Last week we introduced you to the Children of World War II project. If you missed that blog, go and have a read of it here. This week, Alistair Nisbet explains how the project evolved…
—
Eighty years on, the children from our four schools had a lot to learn. In stepped a wonderful team of volunteers at Nothe Fort with a series of evacuee experience days which put the children back into the 1940s for a day… in an air raid shelter, a wartime classroom, kitchen and shop to give them a vivid flavour of what life would have been like.

Transport for school trips is difficult and expensive but thankfully St John’s is in walking distance along the promenade and the St Nicholas children in their WW2 outfits and cardboard ‘gas mask’ boxes, could come on the train from Upwey, starting their evacuee experience before they had even arrived.
That left us just the Bovington class and a smaller group of year eight pupils from Puddletown to bring down to Weymouth by bus.

—
Next came four days in school with the two project directors introducing all 100 children to the project and to scriptwriting – telling stories through dialogue.
“Get into groups, choose a scene, name your characters, and improvise ten lines of dialogue before lunch. One of you can record the others reading them through and we’ll play them back to the class later.”
Project co-director Sharon Hayden who trained with film director Mike Lee taught the children how to act out a storyline and improvise the dialogue to bring it to life.

Then smaller groups of children spent a day with Alastair or Sharon plus one of our two scriptwriters Ed Viney or Emily Macbean for a second script day in each school. The eight roughly scripted episodes were honed into mini dramas around the lives of four families in the years from Summer 1940 to the eve of D-Day. Actors for each episode were cast and finally, we were ready to rehearse and record.

Each school hosted two days when we converted a classroom, music room or other space into a studio for the day. Final year Music Tech undergraduate Sean Kirby joined us to record all the dramas and co-director Alastair Nisbet recorded a day of singing in each school with Music Director Kathie Prince and piano accompanist Freya Murray.
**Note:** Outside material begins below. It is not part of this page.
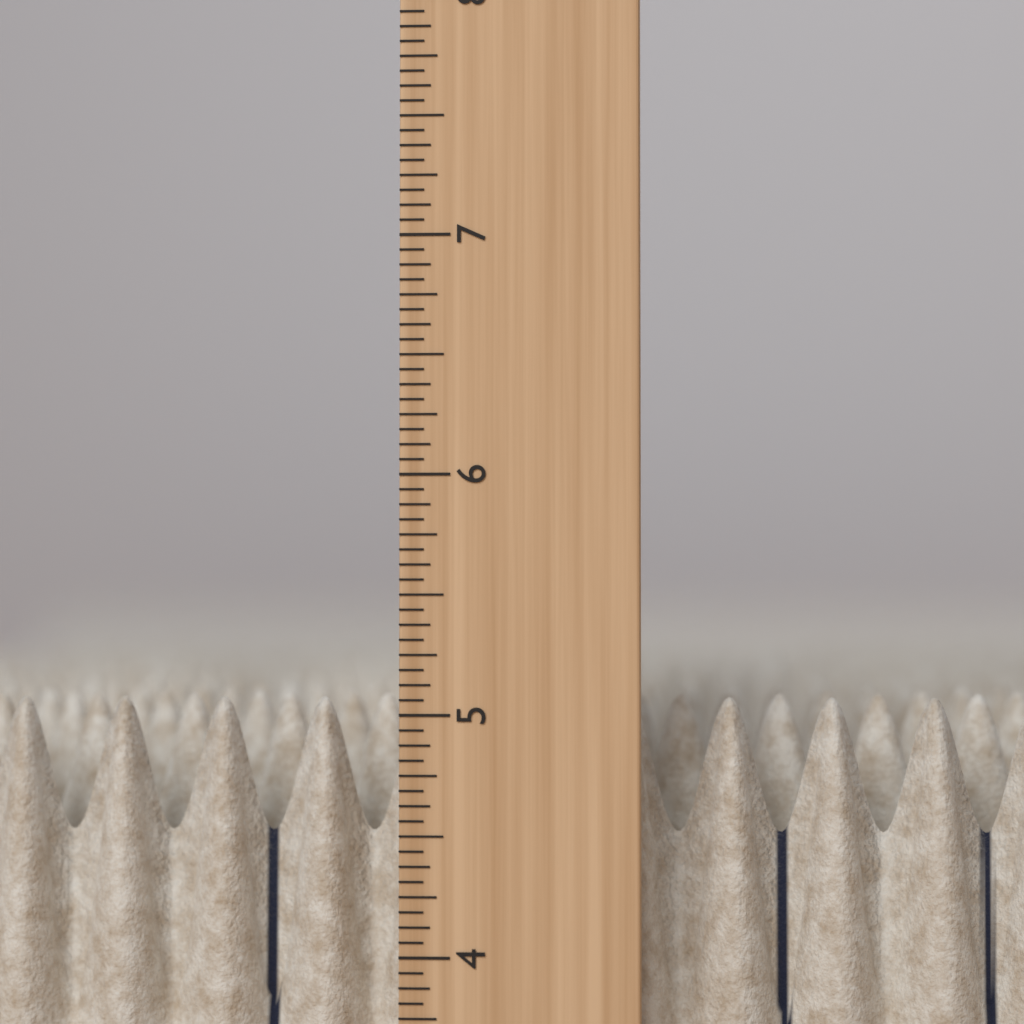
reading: 5.0625 in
A selection of child-friendly songs would punctuate the drama. These included the Potato Pete song, Bomb Get in the Shelter, Maybe it’s Because I’m a Londoner and Shine on Victory Moon.
Introductions to each episode by 95 year old Jean and actor Rod Drew were recorded and we were ready for post production.
Music and sound effects were added – Spitfires, German Heinkels on a raid, doors opening, footsteps, vintage buses and more, from the BBC sound library.
Now all we had to do was get the episodes out there to an audience.